Given past history, why would the book of Malachi have any reason to hope that a call for repentance would be any more successful than in the past? (“For since the days of your ancestors you have turned aside from my statues and have not kept them” [3:7]) There may be a slight tilt toward seeking God (3:1) — maybe even a bit of delight (3:1). But this will not be sufficient to endure the coming of God to judge the nations and the people. “Who can endure the day of his coming and who can stand when he appears?” No, God will have to produce an enduring people.

Thus, the announcement of the text: God is sending a messenger to prepare a durable people. The refining and purifying is an act of judgment, but it is also an act of preparation. God produces the people who can endure God’s judgment. The opening announcement of God’s work in chapter three is echoed at the end of chapter four. God is sending Elijah to produce a reconciled community. Through the messenger Elijah, God produces a people that will survive the “great and terrible day of the Lord.” They will not be subject to a “curse” (4:6). The Hebrew term can be translated “ban of utter destruction.” The word is herem, the term use for the destruction of the nations in Joshua.).

The Gospel in Malachi is not a contingent offer: If you obey, return, tithe properly, etc., you will be prosperous and you will gain revenge over you enemies. That is not the core assertion; Malachi is not a roadmap for success. But what about: “You shall tread down the wicked, for they will be ashes under the soles of your feet” (4:3)? It is a verse we might be tempted to leave out of our public reading of Malachi, but on the other hand, it may be an excellent verse to use to clarify the gift of the Gospel in Malachi. “You shall go out leaping like calves” (4:2) — yes, you will stomp around freely. The wicked will not inhibit the dancing. The refined and purified people God has made are not the agents of the destruction of the wicked. God has reduced the wicked to stubble, burned them up (4:1) and turned them into ashes. The great and terrible day of the Lord is a day of dancing for the people God has made.

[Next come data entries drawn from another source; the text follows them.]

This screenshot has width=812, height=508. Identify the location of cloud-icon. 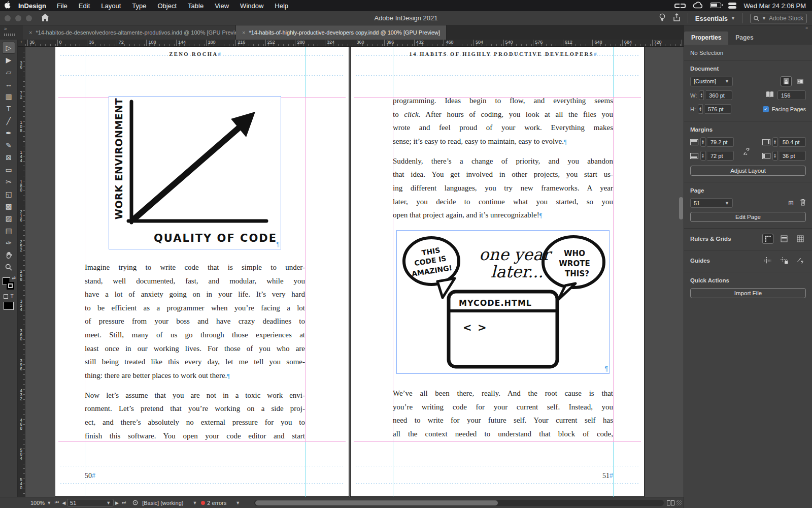
(698, 6).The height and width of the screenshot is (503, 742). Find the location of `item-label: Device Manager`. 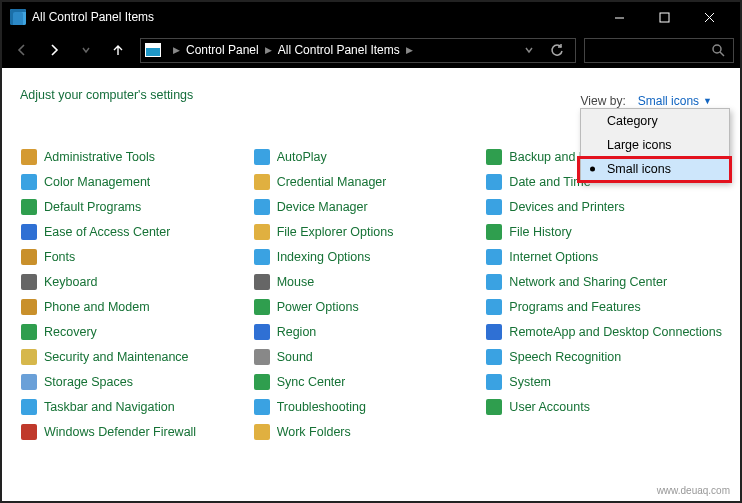

item-label: Device Manager is located at coordinates (322, 207). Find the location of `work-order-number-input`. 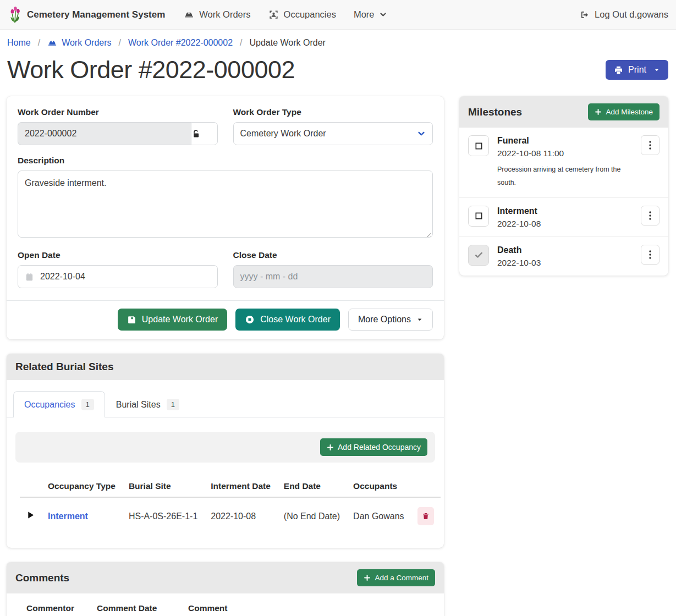

work-order-number-input is located at coordinates (105, 134).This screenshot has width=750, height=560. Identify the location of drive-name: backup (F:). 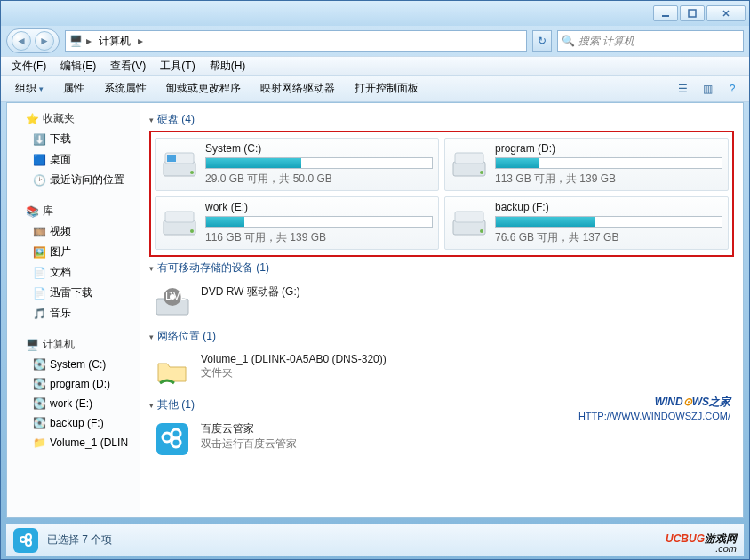
(609, 207).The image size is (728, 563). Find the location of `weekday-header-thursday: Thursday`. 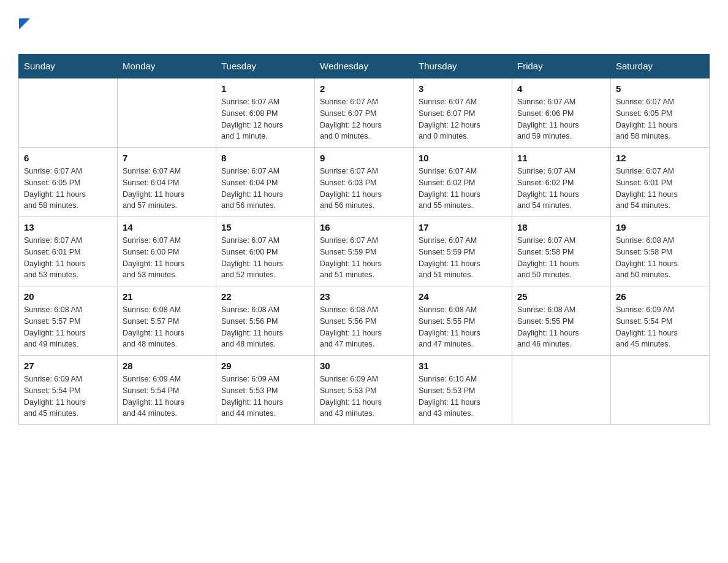

weekday-header-thursday: Thursday is located at coordinates (463, 66).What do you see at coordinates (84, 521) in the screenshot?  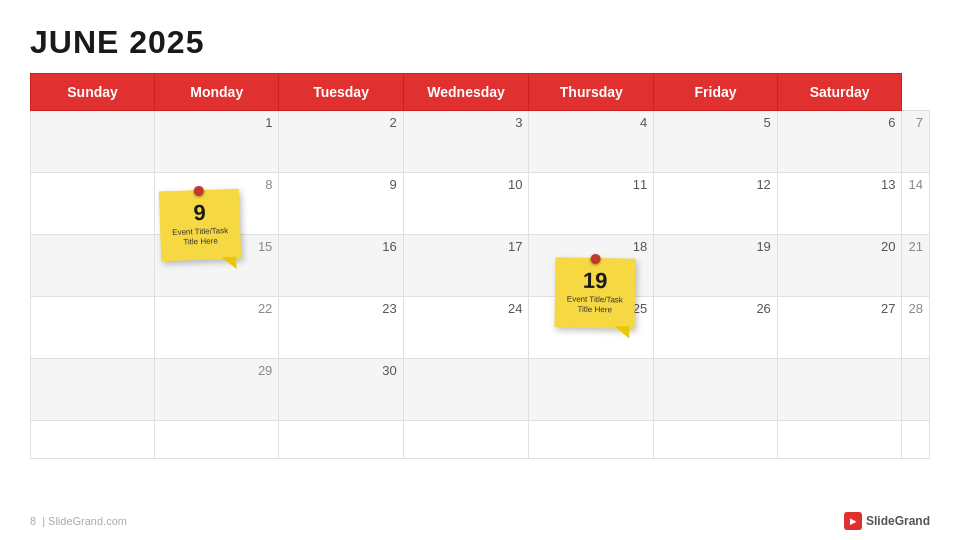 I see `site-label: | SlideGrand.com` at bounding box center [84, 521].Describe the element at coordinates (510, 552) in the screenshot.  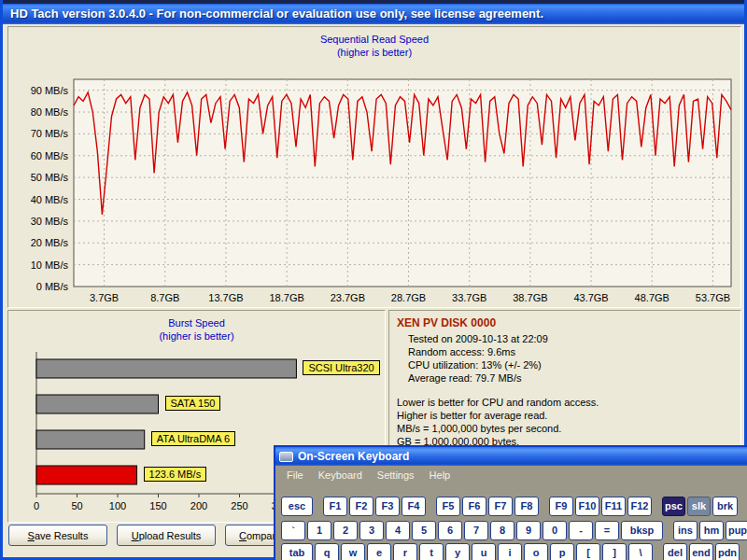
I see `osk-key-i: i` at that location.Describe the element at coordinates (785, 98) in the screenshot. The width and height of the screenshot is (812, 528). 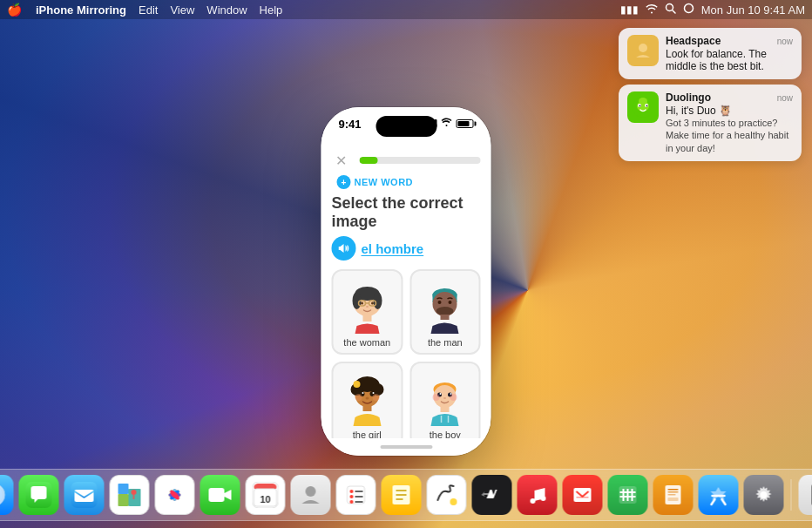
I see `duolingo-notif-time: now` at that location.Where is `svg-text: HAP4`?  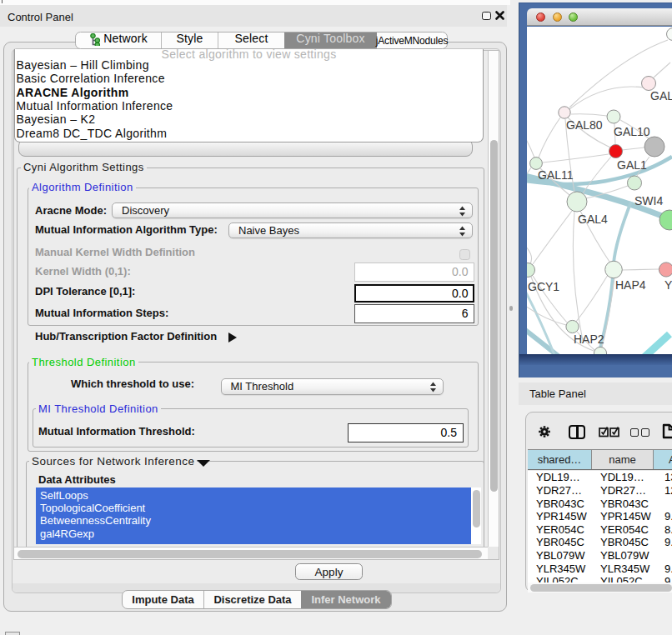
svg-text: HAP4 is located at coordinates (630, 285). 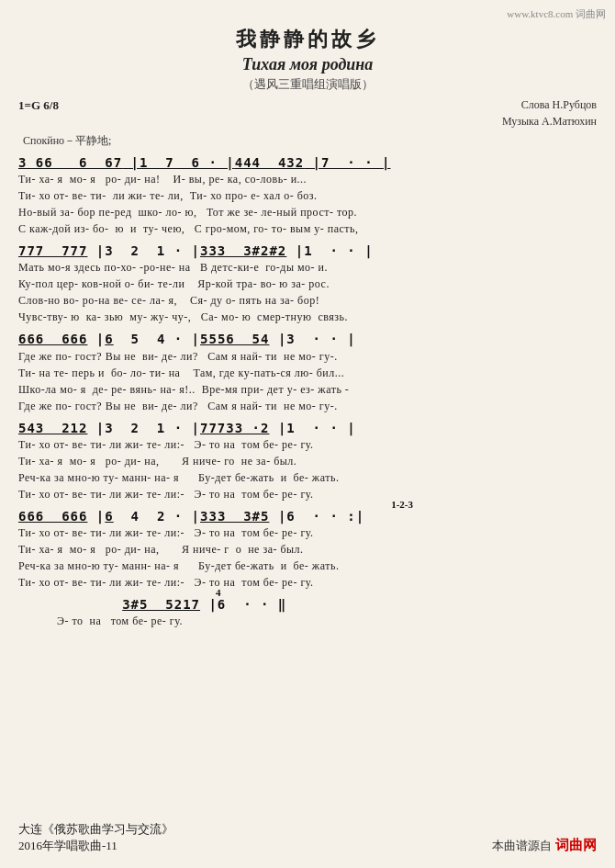 I want to click on footer-left-line1: 大连《俄苏歌曲学习与交流》, so click(x=95, y=829).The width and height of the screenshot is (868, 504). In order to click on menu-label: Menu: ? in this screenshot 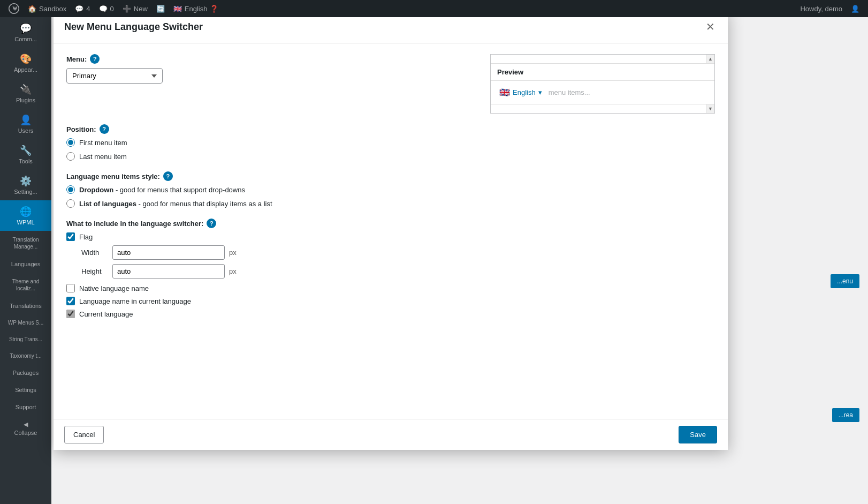, I will do `click(272, 59)`.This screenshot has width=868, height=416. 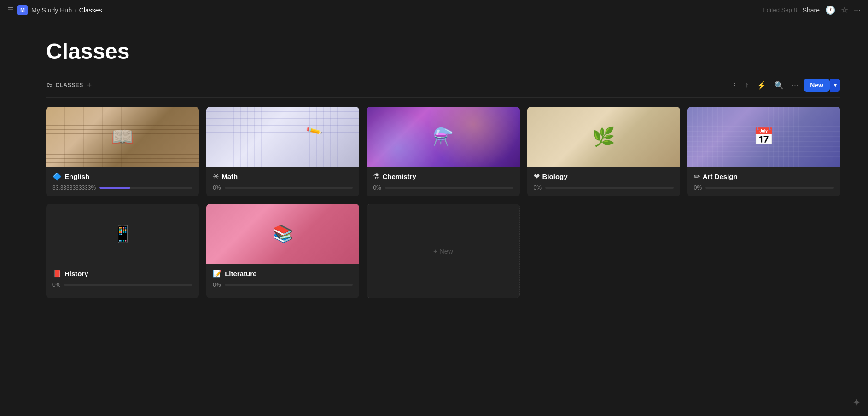 I want to click on new-button-group: New ▾, so click(x=822, y=85).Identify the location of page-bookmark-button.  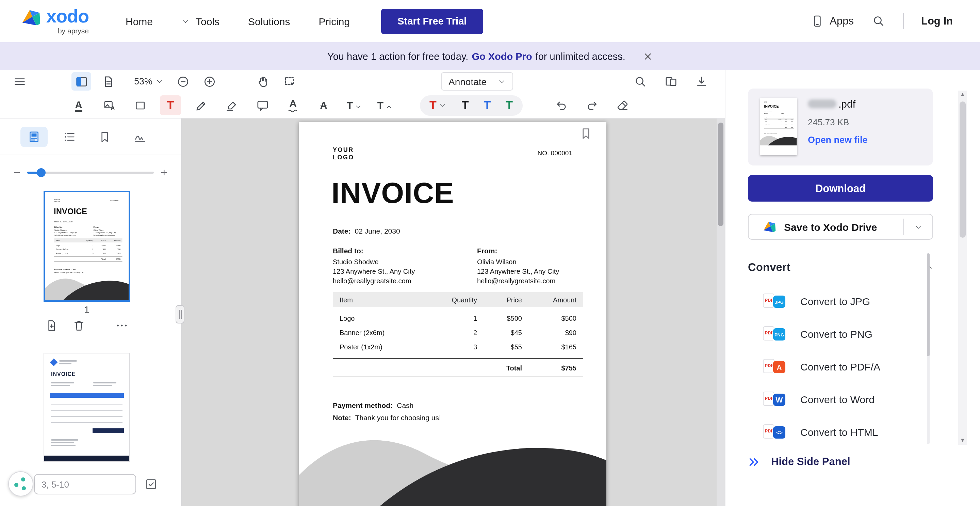
(586, 133).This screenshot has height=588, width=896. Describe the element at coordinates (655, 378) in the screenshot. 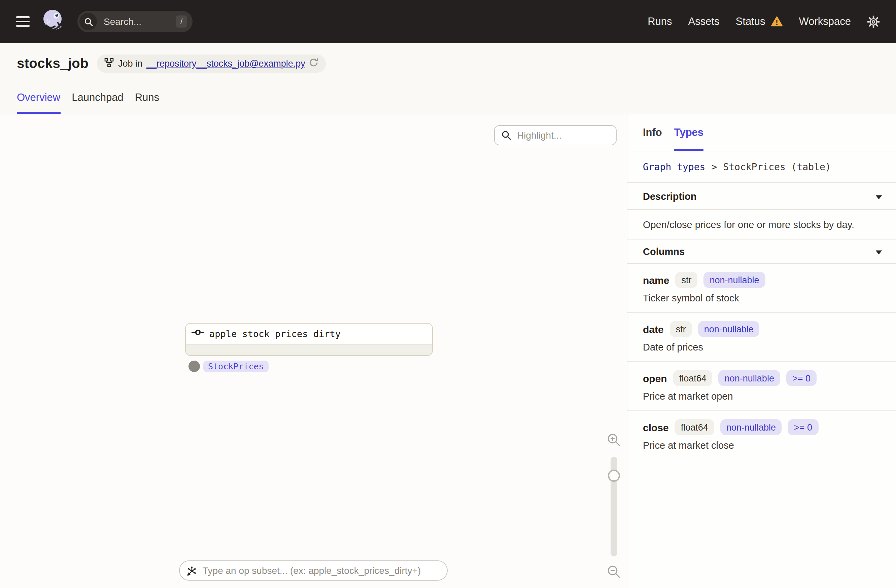

I see `column-name: open` at that location.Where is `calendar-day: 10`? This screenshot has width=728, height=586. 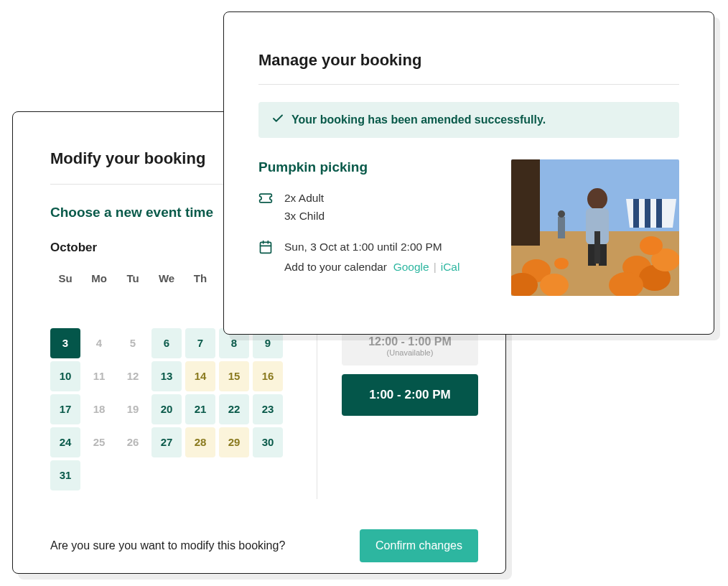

But how do I know that I am among the people God has made? How do I know I am not to be stubble and ashes? The answer is not self-evident given the degree to which the defensive and quibbling questions of the people (see the list above) resonate with my/our own questioning. Furthermore, consider the degree to which what God will judge parallels my/our own conduct (reread 3:5 at this point).

Again and again, we need to hear the opening declaration of the book: “I have loved you.” Our words and deeds repeatedly create the separation expressed in the question “How have you loved us?” In the wake of the destruction wroth by our separating from God and one another, we need to hear: “I have loved you.” God has refining and purifying work to do; God has to move us from being the wicked to being the refined. And, God has promised to do exactly that and no less.

Malachi brings us deeply into recognition of who we are and sets us before God’s election and creation of the people of God. (See Romans 9 for the New Testament’s equivalent positioning.)